HomeNewsVoorhees NewsSignal Hill packs lunches on Valentine’s Day

Signal Hill packs lunches on Valentine’s Day

Last week, all nearly 500 students at Signal Hill Elementary packed lunches for those in need in Camden

Every student at Signal Hill Elementary School participated in the school’s Annual Lunches from the Heart community service project on Valentine’s Day, pitching in to pack lunches for those in need.

The school helped pack more than 500 lunches to be distributed by Cathedral Kitchen and the Neighborhood Center in Camden.

For approximately two hours during the morning on Feb. 14, the nearly 500 students took turns packing lunches assembly line style to make meat and cheese sandwiches, along with pudding or fruit cups, juice boxes and cookies. Students also decorated paper bags for those receiving the lunches.

Ellen Lowenberger, Lisa Brennan, Shari Shapiro, Peacie Moore and Jen Kover show off some of the food collected. The parents helped volunteer their time by assisting the students in packing sandwiches and lunches.

Guidance counselor Paula Long and enrichment teacher Linda Fulleylove have helped lead the project over the past several years. The pair says they can’t thank parents enough for their support.

“It’s huge, I know we’re always asking the parents in the community for different things for different causes,” Fulleylove said. “I feel like we’re always doing some sort of service activity, but the parents never slow down their efforts to help, it’s constant; their generosity just keeps coming.”

Donations were separated by grade levels, with preschool and kindergarten bringing in pudding and fruit cups, first graders bringing in juice boxes, and second graders donating cookies throughout the week. Perishables, such as meat, cheese and bread, were brought in Thursday morning by third, fourth and fifth graders.

Different classrooms and grade levels would take part of their day to pack the lunches alongside parent volunteers and teachers. For the younger children, fifth- and fourth-grade students helped them go through the line safely and pack lunches as mentors to the younger ones, since a majority of older students have taken part in the service project several times.

“We call it cross grade-level, the upper grades helping the lower grades,” Long said. “They all participate.”

Principal Sharon Stallings says the project is an important part of Signal Hill Elementary and is proud the school has held it for more than a decade.

Paula Long, Principal Sharon Stallings and Linda Fulleylove show off some of the packed and decorated lunches that students at Signal Hill packed on Valentine’s Day.

“The academics are key in education for our children, but it’s also important that our children understand how fortunate they are,” Stallings said. “I believe that we do more than is probably expected in a variety of ways, but it’s the big things that we do, like ‘Lunches from the Heart’ to collecting teddy bears for children in Child Protective Services, that make us who we are.”

“This is all very critical to what Signal Hill is all about,” Stallings added.

Signal Hill, alongside other Voorhees Township Public Schools, is active in participating in numerous service projects throughout the year to better the lives of those in the community and around the globe.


**EXERCISE DESCRIPTION:**
Leaving out all images, return the entries below exactly.

::: RECORDS TO USE :::

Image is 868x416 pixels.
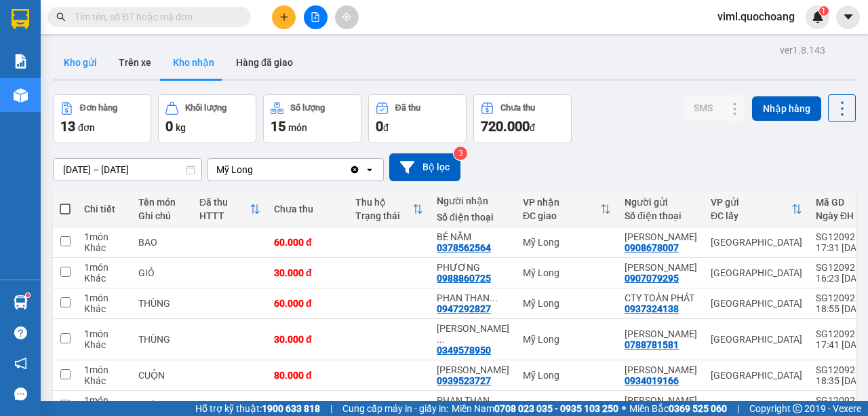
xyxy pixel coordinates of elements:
[389,153,460,181] button: Bộ lọc
[523,211,600,221] div: ĐC giao
[195,401,320,416] span: Hỗ trợ kỹ thuật:
[842,11,854,23] span: caret-down
[138,197,186,208] div: Tên món
[262,403,320,413] strong: 1900 633 818
[331,401,332,416] span: |
[54,159,201,181] input: Select a date range.
[792,404,802,413] span: copyright
[84,262,124,273] div: 1 món
[437,364,509,375] div: VÕ VĂN KIỆT
[108,46,162,78] button: Trên xe
[480,118,530,135] span: 720.000
[84,395,124,406] div: 1 món
[624,339,679,350] div: 0788781581
[624,364,697,375] div: VÕ THANH HIỆP
[12,12,149,28] div: Mỹ Long
[290,103,325,113] div: Số lượng
[376,118,383,135] span: 0
[84,231,124,242] div: 1 món
[737,401,739,416] span: |
[342,12,351,21] span: aim
[84,273,124,284] div: Khác
[185,103,227,113] div: Khối lượng
[60,118,75,135] span: 13
[75,9,234,25] input: Tìm tên, số ĐT hoặc mã đơn
[349,165,360,175] svg: Clear value
[138,268,186,278] div: GIỎ
[14,326,27,339] span: question-circle
[56,12,66,21] span: search
[710,370,802,380] div: [GEOGRAPHIC_DATA]
[138,298,186,309] div: THÙNG
[490,292,497,303] span: ...
[274,237,342,247] div: 60.000 đ
[199,211,250,221] div: HTTT
[451,401,618,416] span: Miền Nam
[288,122,308,133] span: món
[516,191,618,228] th: Toggle SortBy
[355,211,412,221] div: Trạng thái
[138,370,186,380] div: CUỘN
[84,375,124,386] div: Khác
[310,12,320,21] span: file-add
[304,5,327,29] button: file-add
[80,103,118,113] div: Đơn hàng
[12,44,149,63] div: 0977077854
[523,298,611,309] div: Mỹ Long
[624,328,697,339] div: LÊ THỊ HUYỀN TRANG
[624,197,697,208] div: Người gửi
[158,95,256,143] button: Khối lượng0kg
[682,95,723,120] button: SMS
[199,197,250,208] div: Đã thu
[710,401,802,411] div: [GEOGRAPHIC_DATA]
[490,395,497,406] span: ...
[274,370,342,380] div: 80.000 đ
[437,242,491,253] div: 0378562564
[437,262,509,273] div: PHƯƠNG
[138,237,186,247] div: BAO
[225,46,304,78] button: Hàng đã giao
[523,334,611,344] div: Mỹ Long
[165,118,173,135] span: 0
[274,401,342,411] div: 40.000 đ
[523,237,611,247] div: Mỹ Long
[158,12,191,26] span: Nhận:
[710,334,802,344] div: [GEOGRAPHIC_DATA]
[523,197,600,208] div: VP nhận
[84,364,124,375] div: 1 món
[437,292,509,303] div: PHAN THANH TÚ
[348,191,430,228] th: Toggle SortBy
[819,6,828,15] sup: 1
[84,328,124,339] div: 1 món
[500,103,535,113] div: Chưa thu
[12,13,32,27] span: Gửi:
[274,204,342,214] div: Chưa thu
[193,191,267,228] th: Toggle SortBy
[272,5,296,29] button: plus
[710,237,802,247] div: [GEOGRAPHIC_DATA]
[437,273,491,284] div: 0988860725
[14,88,28,102] img: warehouse-icon
[523,401,611,411] div: Mỹ Long
[84,339,124,350] div: Khác
[53,46,108,78] button: Kho gửi
[437,231,509,242] div: BÉ NĂM
[14,295,28,309] img: warehouse-icon
[706,9,805,25] span: viml.quochoang
[437,303,491,314] div: 0947292827
[624,242,679,253] div: 0908678007
[274,334,342,344] div: 30.000 đ
[78,122,95,133] span: đơn
[710,197,791,208] div: VP gửi
[629,401,727,416] span: Miền Bắc
[335,5,359,29] button: aim
[437,375,491,386] div: 0939523727
[14,387,27,401] span: message
[12,9,29,29] img: logo-vxr
[342,401,448,416] span: Cung cấp máy in - giấy in:
[779,43,825,58] div: ver 1.8.143
[138,334,186,344] div: THÙNG
[383,122,388,133] span: đ
[84,303,124,314] div: Khác
[162,46,225,78] button: Kho nhận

:::

**ANSWER:**
Image is 868x416 pixels.
xyxy pixel coordinates of elements:
[389,153,460,181] button: Bộ lọc
[523,211,600,221] div: ĐC giao
[195,401,320,416] span: Hỗ trợ kỹ thuật:
[842,11,854,23] span: caret-down
[138,197,186,208] div: Tên món
[262,403,320,413] strong: 1900 633 818
[331,401,332,416] span: |
[54,159,201,181] input: Select a date range.
[792,404,802,413] span: copyright
[84,262,124,273] div: 1 món
[437,364,509,375] div: VÕ VĂN KIỆT
[108,46,162,78] button: Trên xe
[480,118,530,135] span: 720.000
[84,395,124,406] div: 1 món
[624,339,679,350] div: 0788781581
[624,364,697,375] div: VÕ THANH HIỆP
[12,12,149,28] div: Mỹ Long
[290,103,325,113] div: Số lượng
[376,118,383,135] span: 0
[84,231,124,242] div: 1 món
[737,401,739,416] span: |
[342,12,351,21] span: aim
[84,273,124,284] div: Khác
[185,103,227,113] div: Khối lượng
[60,118,75,135] span: 13
[75,9,234,25] input: Tìm tên, số ĐT hoặc mã đơn
[349,165,360,175] svg: Clear value
[138,268,186,278] div: GIỎ
[14,326,27,339] span: question-circle
[56,12,66,21] span: search
[710,370,802,380] div: [GEOGRAPHIC_DATA]
[138,298,186,309] div: THÙNG
[490,292,497,303] span: ...
[274,237,342,247] div: 60.000 đ
[199,211,250,221] div: HTTT
[451,401,618,416] span: Miền Nam
[288,122,308,133] span: món
[516,191,618,228] th: Toggle SortBy
[355,211,412,221] div: Trạng thái
[138,370,186,380] div: CUỘN
[84,375,124,386] div: Khác
[310,12,320,21] span: file-add
[304,5,327,29] button: file-add
[80,103,118,113] div: Đơn hàng
[12,44,149,63] div: 0977077854
[523,298,611,309] div: Mỹ Long
[624,328,697,339] div: LÊ THỊ HUYỀN TRANG
[624,197,697,208] div: Người gửi
[158,95,256,143] button: Khối lượng0kg
[682,95,723,120] button: SMS
[199,197,250,208] div: Đã thu
[710,401,802,411] div: [GEOGRAPHIC_DATA]
[490,395,497,406] span: ...
[274,370,342,380] div: 80.000 đ
[437,242,491,253] div: 0378562564
[437,262,509,273] div: PHƯƠNG
[138,237,186,247] div: BAO
[225,46,304,78] button: Hàng đã giao
[523,334,611,344] div: Mỹ Long
[165,118,173,135] span: 0
[274,401,342,411] div: 40.000 đ
[523,237,611,247] div: Mỹ Long
[158,12,191,26] span: Nhận:
[710,334,802,344] div: [GEOGRAPHIC_DATA]
[523,197,600,208] div: VP nhận
[84,364,124,375] div: 1 món
[437,292,509,303] div: PHAN THANH TÚ
[348,191,430,228] th: Toggle SortBy
[819,6,828,15] sup: 1
[84,328,124,339] div: 1 món
[500,103,535,113] div: Chưa thu
[12,13,32,27] span: Gửi:
[274,204,342,214] div: Chưa thu
[193,191,267,228] th: Toggle SortBy
[272,5,296,29] button: plus
[710,237,802,247] div: [GEOGRAPHIC_DATA]
[437,273,491,284] div: 0988860725
[14,88,28,102] img: warehouse-icon
[523,401,611,411] div: Mỹ Long
[84,339,124,350] div: Khác
[53,46,108,78] button: Kho gửi
[437,231,509,242] div: BÉ NĂM
[14,295,28,309] img: warehouse-icon
[706,9,805,25] span: viml.quochoang
[437,303,491,314] div: 0947292827
[624,242,679,253] div: 0908678007
[274,334,342,344] div: 30.000 đ
[78,122,95,133] span: đơn
[710,197,791,208] div: VP gửi
[629,401,727,416] span: Miền Bắc
[335,5,359,29] button: aim
[437,375,491,386] div: 0939523727
[14,387,27,401] span: message
[12,9,29,29] img: logo-vxr
[342,401,448,416] span: Cung cấp máy in - giấy in:
[779,43,825,58] div: ver 1.8.143
[138,334,186,344] div: THÙNG
[383,122,388,133] span: đ
[84,303,124,314] div: Khác
[162,46,225,78] button: Kho nhận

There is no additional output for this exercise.